Max Valier (February 9 1895 - May 17 1930) was an Austrian rocketry pioneer. He helped found the German Verein für Raumschiffahrt (VfR - "Spaceflight Society") that would bring together many of the minds that would later make spaceflight a reality in the twentieth century.

Valier was born in Bozen, Tyrol and in 1913 enrolled to study Physics at the University of Innsbruck. He also trained as a machinist at a nearby factory. His studies were interrupted by the First World War, during which he served in the Austro-Hungarian army's air corps as an aerial observer.

After the war, Valier did not return to his studies, but became a freelance science writer. In 1923, he read Hermann Oberth's landmark book Die Rakete zu den Planetenräumen (The Rocket into Interplanetary Space) and was inspired to write a similar work to explain Oberth's ideas in terms that could be understood by lay persons. With Oberth's assistance, he published Der Vorstoß in den Weltenraum (The Advance into Space) the following year. It was an outstanding success, selling six editions before 1930. He followed this with numerous articles on the subject of space travel, with titles like "Berlin to New York in One Hour" and "A Daring Trip to Mars".

In 1928 and 1929 he worked with Fritz von Opel on a number of rocket-powered cars and aircraft. For von Opel, these were publicity stunts for the Opel company, and for Valier, a way of further raising interest in rocketry amongst the general population. It was Valier who enlisted the assistance of Friedrich Sander in these endeavours as the supplier of solid-fuel rocket motors.

By the late 1920s, the VfR was focussing its efforts on liquid-fuelled rockets, and Valier was killed when an alcohol-fuelled rocket exploded on his test bench in Berlin.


» What to produce:
Print each entry again exactly as written, and keep the pictures out.

####################

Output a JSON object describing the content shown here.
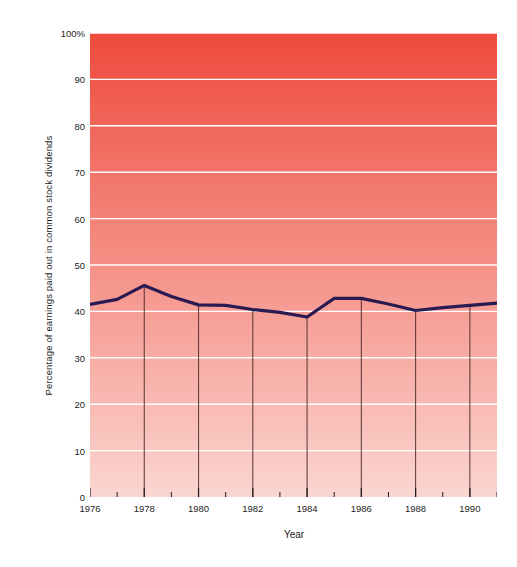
{
  "chart_data": {
    "type": "area",
    "title": "",
    "xlabel": "Year",
    "ylabel": "Percentage of earnings paid out in common stock dividends",
    "x": [
      1976,
      1977,
      1978,
      1979,
      1980,
      1981,
      1982,
      1983,
      1984,
      1985,
      1986,
      1987,
      1988,
      1989,
      1990,
      1991
    ],
    "values": [
      41.5,
      42.6,
      45.6,
      43.2,
      41.4,
      41.3,
      40.4,
      39.8,
      38.8,
      42.8,
      42.8,
      41.6,
      40.2,
      40.8,
      41.3,
      41.8
    ],
    "series": [
      {
        "name": "Percentage of earnings paid out in common stock dividends",
        "values": [
          41.5,
          42.6,
          45.6,
          43.2,
          41.4,
          41.3,
          40.4,
          39.8,
          38.8,
          42.8,
          42.8,
          41.6,
          40.2,
          40.8,
          41.3,
          41.8
        ]
      }
    ],
    "xlim": [
      1976,
      1991
    ],
    "ylim": [
      0,
      100
    ],
    "yticks": [
      0,
      10,
      20,
      30,
      40,
      50,
      60,
      70,
      80,
      90,
      100
    ],
    "ytick_labels": [
      "0",
      "10",
      "20",
      "30",
      "40",
      "50",
      "60",
      "70",
      "80",
      "90",
      "100%"
    ],
    "xticks_major": [
      1976,
      1978,
      1980,
      1982,
      1984,
      1986,
      1988,
      1990
    ],
    "xtick_labels": [
      "1976",
      "1978",
      "1980",
      "1982",
      "1984",
      "1986",
      "1988",
      "1990"
    ],
    "xticks_minor": [
      1977,
      1979,
      1981,
      1983,
      1985,
      1987,
      1989,
      1991
    ],
    "drop_line_years": [
      1978,
      1980,
      1982,
      1984,
      1986,
      1988,
      1990
    ],
    "grid": "horizontal",
    "legend": "none",
    "colors": {
      "line": "#2a1a52",
      "gridline": "#ffffff",
      "drop_line": "#4a2c2a",
      "background_top": "#ee4a3c",
      "background_bottom": "#fbd6d1",
      "axis_text": "#1d1d1d",
      "page_background": "#ffffff"
    }
  }
}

####################

» Reply:
Output a JSON object describing the content shown here.
{
  "chart_data": {
    "type": "area",
    "title": "",
    "xlabel": "Year",
    "ylabel": "Percentage of earnings paid out in common stock dividends",
    "x": [
      1976,
      1977,
      1978,
      1979,
      1980,
      1981,
      1982,
      1983,
      1984,
      1985,
      1986,
      1987,
      1988,
      1989,
      1990,
      1991
    ],
    "values": [
      41.5,
      42.6,
      45.6,
      43.2,
      41.4,
      41.3,
      40.4,
      39.8,
      38.8,
      42.8,
      42.8,
      41.6,
      40.2,
      40.8,
      41.3,
      41.8
    ],
    "series": [
      {
        "name": "Percentage of earnings paid out in common stock dividends",
        "values": [
          41.5,
          42.6,
          45.6,
          43.2,
          41.4,
          41.3,
          40.4,
          39.8,
          38.8,
          42.8,
          42.8,
          41.6,
          40.2,
          40.8,
          41.3,
          41.8
        ]
      }
    ],
    "xlim": [
      1976,
      1991
    ],
    "ylim": [
      0,
      100
    ],
    "yticks": [
      0,
      10,
      20,
      30,
      40,
      50,
      60,
      70,
      80,
      90,
      100
    ],
    "ytick_labels": [
      "0",
      "10",
      "20",
      "30",
      "40",
      "50",
      "60",
      "70",
      "80",
      "90",
      "100%"
    ],
    "xticks_major": [
      1976,
      1978,
      1980,
      1982,
      1984,
      1986,
      1988,
      1990
    ],
    "xtick_labels": [
      "1976",
      "1978",
      "1980",
      "1982",
      "1984",
      "1986",
      "1988",
      "1990"
    ],
    "xticks_minor": [
      1977,
      1979,
      1981,
      1983,
      1985,
      1987,
      1989,
      1991
    ],
    "drop_line_years": [
      1978,
      1980,
      1982,
      1984,
      1986,
      1988,
      1990
    ],
    "grid": "horizontal",
    "legend": "none",
    "colors": {
      "line": "#2a1a52",
      "gridline": "#ffffff",
      "drop_line": "#4a2c2a",
      "background_top": "#ee4a3c",
      "background_bottom": "#fbd6d1",
      "axis_text": "#1d1d1d",
      "page_background": "#ffffff"
    }
  }
}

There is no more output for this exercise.